3. Cut (AKA How You Like Your Silhouette)
Jeans originated as workwear, so were cut baggy enough to be comfortable without getting in the way. Their transition, courtesy of James Dean, into fashion, subjected denim to some ignominious silhouettes (flares are currently attempting an ill-advised comeback, while bootcuts are a 1990s staple you should leave there).Slim-fits have dominated recently, but things are finally starting to loosen up. You may not be enamoured of the wide-leg styles ported from the streets of Tokyo (although we’d argue that you will be soon) but spray-on fits should also be swerved. The most versatile is a slim silhouette, which tapers below the knee to avoid excess fabric flapping round your calf. Invest there first, then experiment.
DENHAM RAZOR SLIM-FIT
4. Colour (AKA Don’t Taste The Rainbow)
The coruscating shades of modern denim would make Levi Strauss weep. But then, so would seeing men pay four figures for an item he designed to go down mines. Dry his eyes and stick to denim’s core four washes: black, indigo, faded and, in the summer, white. Leave coruscating colours to the boybands.Within that quartet, the darker your jeans, the smarter they are. And the easier they are to wear. Black goes with anything from a button-down to a crew neck. White treads a fine line between Pitti Peacock and the forgotten half of Wham!.
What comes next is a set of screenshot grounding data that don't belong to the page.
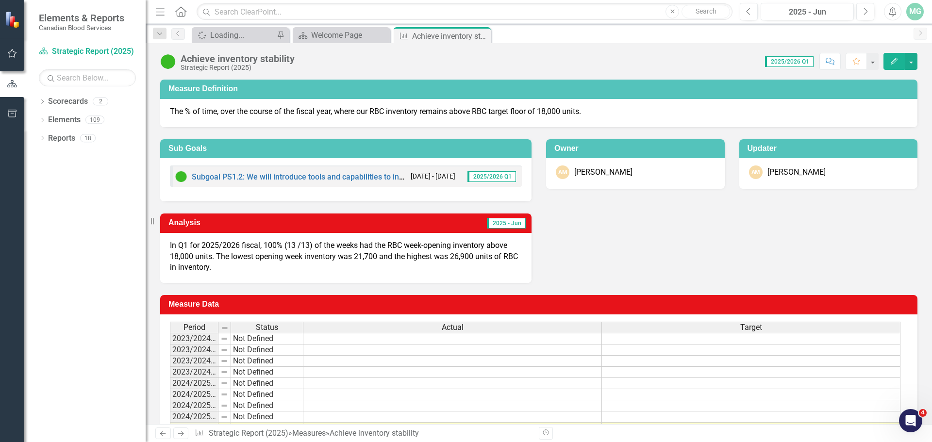 This screenshot has width=932, height=442. I want to click on td: 2023/2024 Q3, so click(194, 361).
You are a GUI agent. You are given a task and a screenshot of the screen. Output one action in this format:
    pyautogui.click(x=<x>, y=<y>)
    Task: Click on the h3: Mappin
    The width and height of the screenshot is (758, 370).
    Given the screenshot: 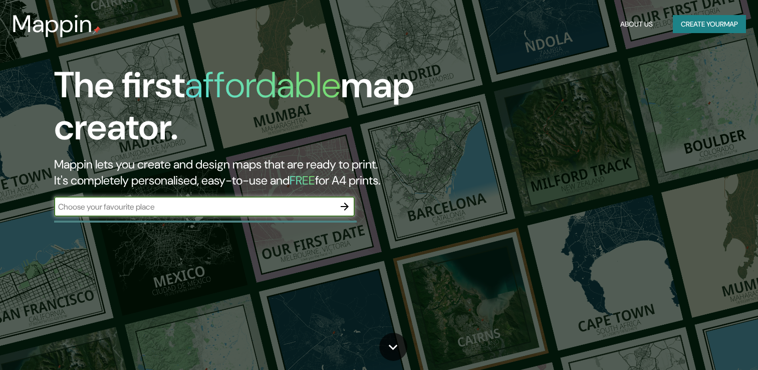 What is the action you would take?
    pyautogui.click(x=52, y=24)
5. Complexion (AKA Look Closely At The Details)
Denim’s devil is in the details. Your dry selvedge can look fine from afar, until people notice your chafe-induced John Wayne waddle. Denim below 14oz will avoid that. Keep an eye out for contrast stitching and embellishments on the back pocket – fine out of the office, less so with a blazer and tie.Distressing, especially, needs attention. The aim is to skip the two years transitioning from raw denim to personalised wear. Not look like you recreated Fargo’s woodchipper scene.
Keep nicks to a six-inch window above your knee, to avoid accidentally emulating Rick Owens’ manhood-flashing AW15 show. If in doubt, buy an unsullied pair and slice your own with a razor. Carefully.
NUDIE JEANS
6. Cleaning (AKA Yes, You Will Have To Wash Them Eventually)
Most of the myths around cleaning denim are precisely that. But it’s true that the longer they avoid the machine, the better.Raw denim – dark indigo jeans that haven’t been washed – lose dye where they crease. These ‘fades’ are the denimhead’s Holy Grail, personalised wear marks that give a history of how you’ve worn them. The spin cycle extracts this dye all-over, so your jeans fade everywhere at once.
NUDIE JEANS NEW TO WORN RAW DENIM JEANS
Six months is the minimum you want to keep raw jeans out of the laundry basket (if they’re black or came pre-distressed, that’s less important). But because biology has no time for fashion, scents can tempt an early wash. Resist.However, don’t believe the anonymous denim aficionado who keeps his in the freezer; sponge yours, or deploy Mr Black’s Denim Refresh for spot cleaning that kills odours, not your fades.